A Poetics of Postmodernism


Book Description

First published in 1988. Routledge is an imprint of Taylor & Francis, an informa company.




British Women Writers and the Short Story, 1850-1930


Book Description

This book addresses a critically neglected genre used by women writers from Gaskell to Woolf to complicate Victorian and modernist notions of gender and social space. Their innovative short stories ask Britons to reconsider where women could live, how they could be identified, and whether they could be contained.




Modernist Short Fiction and Things


Book Description

This book reappraises the philosophical value of short fiction by Virginia Woolf, Katherine Mansfield and Elizabeth Bowen, examining the stories through the lens of specific everyday objects. Looking at Woolf and armchairs, Mansfield and snack food, and Bowen and fashion accessories, it probes the aesthetic resonance between these stories’ form and contents and also considers the modes of thinking they might promote. Conceiving of their short fiction as intrinsically radical and experimental even within a wider context of modernist innovation, this book shows how these important women writers brought quotidian objects to riotous life, in such a way that tasked readers with reevaluating their everyday existence. Overall, Modernist Short Fiction and Things argues that short fiction epitomises modernist aesthetics, functioning as a resonant source for investigation and complementing and expanding our understanding of modernist epistemology.

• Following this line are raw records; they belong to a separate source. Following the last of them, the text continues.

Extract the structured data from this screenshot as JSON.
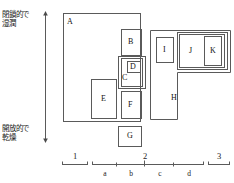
{
  "figure": {
    "vertical_axis": {
      "top_label": "閉鎖的で\n湿潤",
      "top_label_line1": "閉鎖的で",
      "top_label_line2": "湿潤",
      "bottom_label_line1": "開放的で",
      "bottom_label_line2": "乾燥",
      "arrow_style": "double-headed-vertical"
    },
    "regions": [
      {
        "id": "A",
        "label": "A",
        "x": 63,
        "y": 13,
        "w": 78,
        "h": 109,
        "label_x": 67,
        "label_y": 18
      },
      {
        "id": "B",
        "label": "B",
        "x": 121,
        "y": 29,
        "w": 21,
        "h": 27,
        "label_x": 128,
        "label_y": 38
      },
      {
        "id": "C",
        "label": "C",
        "x": 118,
        "y": 56,
        "w": 28,
        "h": 33,
        "label_x": 122,
        "label_y": 74
      },
      {
        "id": "C-inner",
        "label": "",
        "x": 121,
        "y": 58,
        "w": 22,
        "h": 29,
        "label_x": 0,
        "label_y": 0
      },
      {
        "id": "D",
        "label": "D",
        "x": 127,
        "y": 61,
        "w": 14,
        "h": 12,
        "label_x": 130,
        "label_y": 63
      },
      {
        "id": "E",
        "label": "E",
        "x": 91,
        "y": 79,
        "w": 26,
        "h": 40,
        "label_x": 101,
        "label_y": 96
      },
      {
        "id": "F",
        "label": "F",
        "x": 121,
        "y": 91,
        "w": 21,
        "h": 28,
        "label_x": 128,
        "label_y": 101
      },
      {
        "id": "G",
        "label": "G",
        "x": 118,
        "y": 126,
        "w": 24,
        "h": 21,
        "label_x": 127,
        "label_y": 133
      },
      {
        "id": "H",
        "label": "H",
        "x": 150,
        "y": 30,
        "w": 80,
        "h": 90,
        "label_x": 172,
        "label_y": 95
      },
      {
        "id": "I",
        "label": "I",
        "x": 156,
        "y": 37,
        "w": 18,
        "h": 26,
        "label_x": 162,
        "label_y": 46
      },
      {
        "id": "J-outer",
        "label": "",
        "x": 177,
        "y": 32,
        "w": 53,
        "h": 38,
        "label_x": 0,
        "label_y": 0
      },
      {
        "id": "J",
        "label": "J",
        "x": 179,
        "y": 34,
        "w": 48,
        "h": 34,
        "label_x": 189,
        "label_y": 47
      },
      {
        "id": "K",
        "label": "K",
        "x": 204,
        "y": 36,
        "w": 18,
        "h": 30,
        "label_x": 210,
        "label_y": 47
      }
    ],
    "horizontal_scale": {
      "major_labels": [
        {
          "text": "1",
          "x": 73,
          "y": 153
        },
        {
          "text": "2",
          "x": 141,
          "y": 153
        },
        {
          "text": "3",
          "x": 216,
          "y": 153
        }
      ],
      "minor_labels": [
        {
          "text": "a",
          "x": 101,
          "y": 171
        },
        {
          "text": "b",
          "x": 129,
          "y": 171
        },
        {
          "text": "c",
          "x": 160,
          "y": 171
        },
        {
          "text": "d",
          "x": 188,
          "y": 171
        }
      ],
      "segments": [
        {
          "name": "segment-1",
          "x1": 62,
          "x2": 88,
          "y": 164
        },
        {
          "name": "segment-2",
          "x1": 92,
          "x2": 204,
          "y": 164
        },
        {
          "name": "segment-3",
          "x1": 208,
          "x2": 230,
          "y": 164
        }
      ],
      "inner_ticks": [
        116,
        144,
        173
      ]
    },
    "colors": {
      "line": "#5a5a5a",
      "text": "#1a1a1a",
      "background": "#ffffff"
    }
  }
}
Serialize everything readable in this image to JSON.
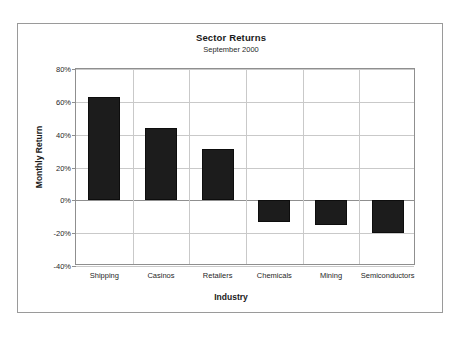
{
  "chart_data": {
    "type": "bar",
    "title": "Sector Returns",
    "subtitle": "September 2000",
    "xlabel": "Industry",
    "ylabel": "Monthly Return",
    "categories": [
      "Shipping",
      "Casinos",
      "Retailers",
      "Chemicals",
      "Mining",
      "Semiconductors"
    ],
    "values": [
      63,
      44,
      31,
      -13,
      -15,
      -20
    ],
    "ylim": [
      -40,
      80
    ],
    "ytick_labels": [
      "80%",
      "60%",
      "40%",
      "20%",
      "0%",
      "-20%",
      "-40%"
    ],
    "ytick_values": [
      80,
      60,
      40,
      20,
      0,
      -20,
      -40
    ],
    "grid": true,
    "legend": "none",
    "bar_color": "#1c1c1c",
    "grid_color": "#c9c9c9",
    "axis_color": "#8f8f8f",
    "plot_background": "#ffffff"
  }
}
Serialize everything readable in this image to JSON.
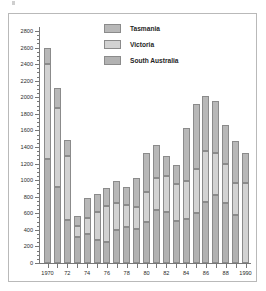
{
  "chart_data": {
    "type": "bar",
    "title": "",
    "subtitle": "",
    "xlabel": "",
    "ylabel": "",
    "stacked": true,
    "grid": false,
    "legend_position": "top-center",
    "ylim": [
      0,
      2800
    ],
    "ytick_step": 200,
    "ytick_labels": [
      "0",
      "200",
      "400",
      "600",
      "800",
      "1000",
      "1200",
      "1400",
      "1600",
      "1800",
      "2000",
      "2200",
      "2400",
      "2600",
      "2800"
    ],
    "categories": [
      1970,
      1971,
      1972,
      1973,
      1974,
      1975,
      1976,
      1977,
      1978,
      1979,
      1980,
      1981,
      1982,
      1983,
      1984,
      1985,
      1986,
      1987,
      1988,
      1989,
      1990
    ],
    "xtick_labels": [
      "1970",
      "",
      "72",
      "",
      "74",
      "",
      "76",
      "",
      "78",
      "",
      "80",
      "",
      "82",
      "",
      "84",
      "",
      "86",
      "",
      "88",
      "",
      "1990"
    ],
    "series": [
      {
        "name": "South Australia",
        "color": "#b2b2b2",
        "values": [
          1260,
          920,
          520,
          320,
          350,
          280,
          255,
          400,
          440,
          405,
          500,
          645,
          620,
          505,
          535,
          600,
          740,
          820,
          720,
          580,
          0
        ]
      },
      {
        "name": "Victoria",
        "color": "#d2d2d2",
        "values": [
          1140,
          945,
          770,
          130,
          195,
          340,
          430,
          320,
          260,
          275,
          360,
          380,
          425,
          445,
          460,
          530,
          610,
          510,
          480,
          380,
          960
        ]
      },
      {
        "name": "Tasmania",
        "color": "#b8b8b8",
        "values": [
          200,
          245,
          190,
          120,
          235,
          210,
          220,
          275,
          215,
          345,
          470,
          405,
          250,
          230,
          630,
          790,
          670,
          630,
          460,
          510,
          370
        ]
      }
    ],
    "totals": [
      2600,
      2110,
      1480,
      570,
      780,
      830,
      905,
      995,
      915,
      1025,
      1330,
      1430,
      1295,
      1180,
      1625,
      1920,
      2020,
      1960,
      1660,
      1470,
      1330
    ]
  },
  "legend": {
    "items": [
      {
        "label": "Tasmania",
        "swatch": "tas"
      },
      {
        "label": "Victoria",
        "swatch": "vic"
      },
      {
        "label": "South Australia",
        "swatch": "sa"
      }
    ]
  }
}
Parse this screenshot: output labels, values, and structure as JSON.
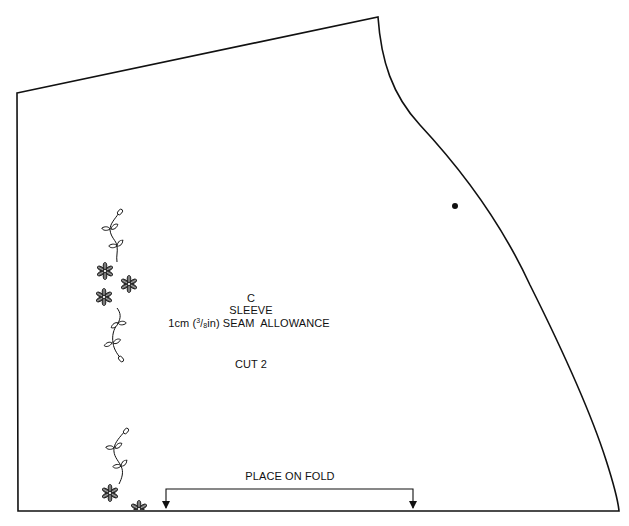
{
  "pattern_piece": {
    "piece_letter": "C",
    "piece_name": "SLEEVE",
    "seam_allowance": {
      "prefix": "1cm (",
      "frac_numerator": "3",
      "frac_slash": "/",
      "frac_denominator": "8",
      "suffix": "in) SEAM  ALLOWANCE",
      "full_text": "1cm (3/8in) SEAM  ALLOWANCE"
    },
    "cut_instruction": "CUT 2",
    "fold_instruction": "PLACE ON FOLD",
    "notch_marker": "dot"
  },
  "colors": {
    "line": "#111111",
    "background": "#ffffff"
  },
  "decorations": {
    "left_motif": "floral-vine-icon",
    "bottom_motif": "floral-vine-icon"
  }
}
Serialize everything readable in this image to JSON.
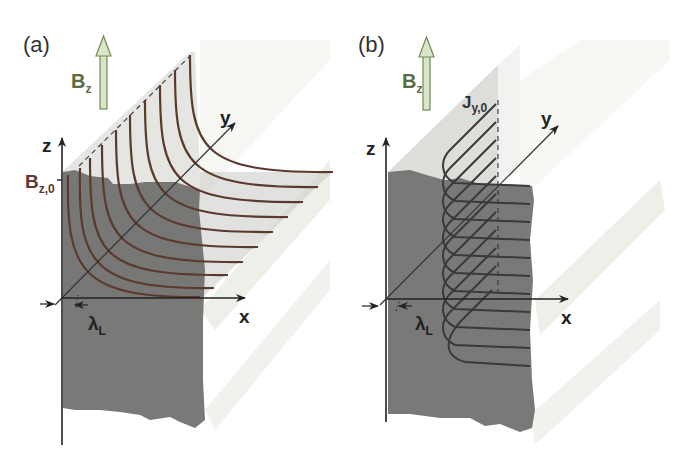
{
  "figure": {
    "panels": [
      {
        "id": "a",
        "label": "(a)",
        "field_arrow_label": "B",
        "field_arrow_sub": "z",
        "surface_value_label": "B",
        "surface_value_sub": "z,0",
        "axes": {
          "z": "z",
          "x": "x",
          "y": "y"
        },
        "penetration_depth_label": "λ",
        "penetration_depth_sub": "L",
        "curve_count": 10,
        "curve_color": "#5b3a2e"
      },
      {
        "id": "b",
        "label": "(b)",
        "field_arrow_label": "B",
        "field_arrow_sub": "z",
        "surface_value_label": "J",
        "surface_value_sub": "y,0",
        "axes": {
          "z": "z",
          "x": "x",
          "y": "y"
        },
        "penetration_depth_label": "λ",
        "penetration_depth_sub": "L",
        "curve_count": 10,
        "curve_color": "#3a3a3a"
      }
    ],
    "colors": {
      "slab_dark": "#6e6e6c",
      "plane_light": "#d8d8d4",
      "arrow_fill": "#d9e6c8",
      "arrow_stroke": "#6f8a55",
      "bz_text": "#5a6b45",
      "bz0_text": "#5a3a30"
    }
  }
}
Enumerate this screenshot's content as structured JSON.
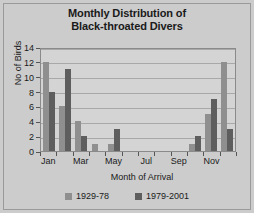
{
  "chart_data": {
    "type": "bar",
    "title": "Monthly Distribution of Black-throated Divers",
    "title_lines": [
      "Monthly Distribution of",
      "Black-throated Divers"
    ],
    "xlabel": "Month of Arrival",
    "ylabel": "No of Birds",
    "ylim": [
      0,
      14
    ],
    "yticks": [
      0,
      2,
      4,
      6,
      8,
      10,
      12,
      14
    ],
    "grid": true,
    "legend_position": "bottom",
    "categories": [
      "Jan",
      "Feb",
      "Mar",
      "Apr",
      "May",
      "Jun",
      "Jul",
      "Aug",
      "Sep",
      "Oct",
      "Nov",
      "Dec"
    ],
    "tick_labels": [
      "Jan",
      "Mar",
      "May",
      "Jul",
      "Sep",
      "Nov"
    ],
    "series": [
      {
        "name": "1929-78",
        "color": "#8f8f8f",
        "values": [
          12,
          6,
          4,
          1,
          1,
          0,
          0,
          0,
          0,
          1,
          5,
          12
        ]
      },
      {
        "name": "1979-2001",
        "color": "#5e5e5e",
        "values": [
          8,
          11,
          2,
          0,
          3,
          0,
          0,
          0,
          0,
          2,
          7,
          3
        ]
      }
    ]
  },
  "legend": {
    "entries": [
      {
        "label": "1929-78"
      },
      {
        "label": "1979-2001"
      }
    ]
  }
}
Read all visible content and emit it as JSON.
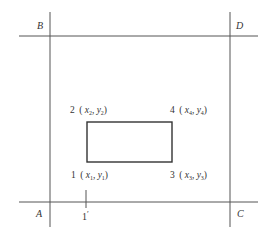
{
  "diagram": {
    "type": "control-point layout",
    "corners": {
      "A": "A",
      "B": "B",
      "C": "C",
      "D": "D"
    },
    "points": [
      {
        "id": "1",
        "x": "x",
        "xs": "1",
        "y": "y",
        "ys": "1"
      },
      {
        "id": "2",
        "x": "x",
        "xs": "2",
        "y": "y",
        "ys": "2"
      },
      {
        "id": "3",
        "x": "x",
        "xs": "3",
        "y": "y",
        "ys": "3"
      },
      {
        "id": "4",
        "x": "x",
        "xs": "4",
        "y": "y",
        "ys": "4"
      }
    ],
    "tick": {
      "label": "1",
      "prime": "′"
    },
    "punct": {
      "open": "(",
      "comma": ",",
      "close": ")"
    },
    "colors": {
      "line": "#555555",
      "rect": "#333333",
      "text": "#333333",
      "background": "#ffffff"
    }
  }
}
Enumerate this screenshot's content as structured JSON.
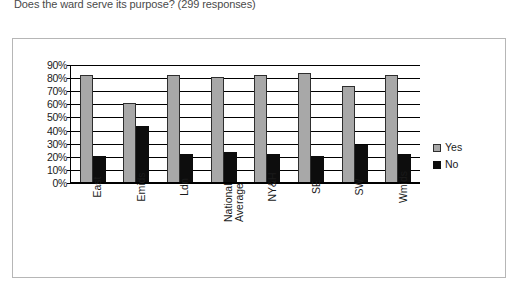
{
  "caption": "Does the ward serve its purpose? (299 responses)",
  "legend": {
    "items": [
      {
        "label": "Yes",
        "color": "#a8a8a8"
      },
      {
        "label": "No",
        "color": "#0d0d0d"
      }
    ]
  },
  "chart_data": {
    "type": "bar",
    "title": "Does the ward serve its purpose? (299 responses)",
    "xlabel": "",
    "ylabel": "",
    "ylim": [
      0,
      90
    ],
    "ytick_labels": [
      "90%",
      "80%",
      "70%",
      "60%",
      "50%",
      "40%",
      "30%",
      "20%",
      "10%",
      "0%"
    ],
    "ytick_values": [
      90,
      80,
      70,
      60,
      50,
      40,
      30,
      20,
      10,
      0
    ],
    "grid": true,
    "legend_position": "right",
    "categories": [
      "East",
      "Emids",
      "Ldn",
      "National Average",
      "NY&H",
      "SE",
      "SW",
      "Wmids"
    ],
    "series": [
      {
        "name": "Yes",
        "color": "#a8a8a8",
        "values": [
          82,
          60,
          82,
          80,
          82,
          83,
          73,
          82
        ]
      },
      {
        "name": "No",
        "color": "#0d0d0d",
        "values": [
          20,
          43,
          21,
          23,
          21,
          20,
          28,
          21
        ]
      }
    ]
  }
}
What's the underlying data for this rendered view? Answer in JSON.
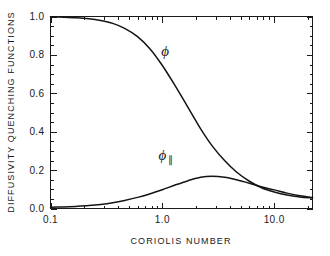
{
  "chart_data": {
    "type": "line",
    "title": "",
    "xlabel": "CORIOLIS NUMBER",
    "ylabel": "DIFFUSIVITY QUENCHING FUNCTIONS",
    "xscale": "log",
    "yscale": "linear",
    "xlim": [
      0.1,
      22.0
    ],
    "ylim": [
      0.0,
      1.0
    ],
    "grid": false,
    "legend_position": "inline-annotations",
    "xticks": [
      0.1,
      1.0,
      10.0
    ],
    "xticklabels": [
      "0.1",
      "1.0",
      "10.0"
    ],
    "yticks": [
      0.0,
      0.2,
      0.4,
      0.6,
      0.8,
      1.0
    ],
    "yticklabels": [
      "0.0",
      "0.2",
      "0.4",
      "0.6",
      "0.8",
      "1.0"
    ],
    "series": [
      {
        "name": "phi",
        "label": "ϕ",
        "label_sub": "",
        "color": "#141414",
        "x": [
          0.1,
          0.13,
          0.17,
          0.22,
          0.28,
          0.36,
          0.46,
          0.6,
          0.78,
          1.0,
          1.3,
          1.7,
          2.2,
          2.8,
          3.6,
          4.6,
          6.0,
          7.8,
          10.0,
          13.0,
          17.0,
          22.0
        ],
        "y": [
          0.998,
          0.996,
          0.993,
          0.988,
          0.979,
          0.964,
          0.938,
          0.895,
          0.83,
          0.745,
          0.64,
          0.525,
          0.415,
          0.325,
          0.25,
          0.19,
          0.142,
          0.107,
          0.086,
          0.07,
          0.06,
          0.055
        ]
      },
      {
        "name": "phi_parallel",
        "label": "ϕ",
        "label_sub": "∥",
        "color": "#141414",
        "x": [
          0.1,
          0.13,
          0.17,
          0.22,
          0.28,
          0.36,
          0.46,
          0.6,
          0.78,
          1.0,
          1.3,
          1.7,
          2.2,
          2.8,
          3.6,
          4.6,
          6.0,
          7.8,
          10.0,
          13.0,
          17.0,
          22.0
        ],
        "y": [
          0.006,
          0.008,
          0.011,
          0.015,
          0.021,
          0.03,
          0.042,
          0.058,
          0.077,
          0.098,
          0.122,
          0.145,
          0.163,
          0.168,
          0.163,
          0.15,
          0.132,
          0.112,
          0.097,
          0.08,
          0.066,
          0.057
        ]
      }
    ],
    "annotations": [
      {
        "name": "phi-label",
        "text": "ϕ",
        "sub": "",
        "x": 1.06,
        "y": 0.795
      },
      {
        "name": "phi-parallel-label",
        "text": "ϕ",
        "sub": "∥",
        "x": 1.0,
        "y": 0.255
      }
    ]
  },
  "axes": {
    "x_title": "CORIOLIS NUMBER",
    "y_title": "DIFFUSIVITY QUENCHING FUNCTIONS"
  }
}
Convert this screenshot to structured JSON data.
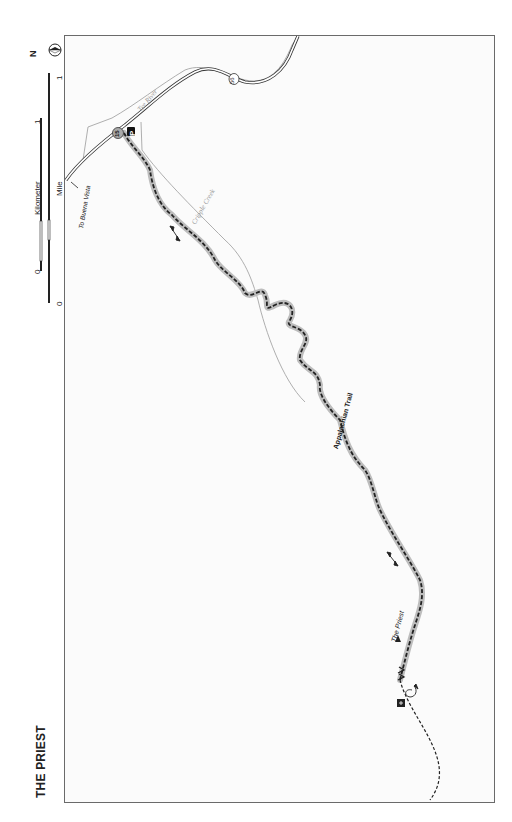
{
  "map": {
    "title": "THE PRIEST",
    "legend": {
      "north_arrow": "N",
      "scale": {
        "kilometer_label": "Kilometer",
        "kilometer_start": "0",
        "kilometer_end": "1",
        "mile_label": "Mile",
        "mile_start": "0",
        "mile_end": "1"
      }
    },
    "labels": {
      "river": "Tye River",
      "creek": "Cripple Creek",
      "trail": "Appalachian Trail",
      "peak": "The Priest",
      "direction": "To Buena Vista"
    },
    "route_markers": {
      "state_route": "56",
      "trailhead_number": "15",
      "parking": "P"
    },
    "colors": {
      "trail": "#222222",
      "trail_halo": "#b8b8b8",
      "water": "#9a9a9a",
      "road": "#333333",
      "frame": "#6a6a6a"
    }
  }
}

American Short Story Cycle


Book Description

Explores the contradictory position of Arabic being both the official language and marginalized in Israel




The Cambridge History of the English Short Story


Book Description

The Cambridge History of the English Short Story is the first comprehensive volume to capture the literary history of the English short story. Charting the origins and generic evolution of the English short story to the present day, and written by international experts in the field, this book covers numerous transnational and historical connections between writers, modes and forms of transmission. Suitable for English literature students and scholars of the English short story generally, it will become a standard work of reference in its field.




The Cambridge Companion to the English Short Story


Book Description

This Companion provides an accessible overview of short fiction by writers from England, Scotland, Ireland, Wales, and other international sites. A collection of international experts examine the development of the short story in a variety of contexts from the early nineteenth century to the present. They consider how dramatic changes in the publishing landscape during this period - such as the rise of the fiction magazine and the emergence of new opportunities in online and electronic publishing - influenced the form, covering subgenres from detective fiction to flash fiction. Drawing on a wealth of critical scholarship to place the short story in the English literary tradition, this volume will be an invaluable guide for students of the short story in English.




Irish Women Writers and the Modern Short Story


Book Description

This book traces the development of the modern short story in the hands of Irish women writers from the 1890s to the present. George Egerton, Somerville and Ross, Elizabeth Bowen, Mary Lavin, Edna O’Brien, Anne Enright and Claire Keegan are only some of the many Irish women writers who have made lasting contributions to the genre of the modern short story - yet their achievements have often been marginalized in literary histories, which typically define the Irish short story in terms of its oral heritage, nationalist concerns, rural realism and outsider-hero. Through a detailed investigation of the short fiction of fifteen prominent writers, this study aims to open up this critical conceptualization of the Irish short story to the formal properties and thematic concerns women writers bring to the genre. What stands out in thematic terms is an abiding interest in human relations, whether of love, the family or the larger community. In formal terms, this book traces the overall development of the Irish short story, highlighting both the lines of influence that connect these writers and the specific use each individual author makes of the short story form.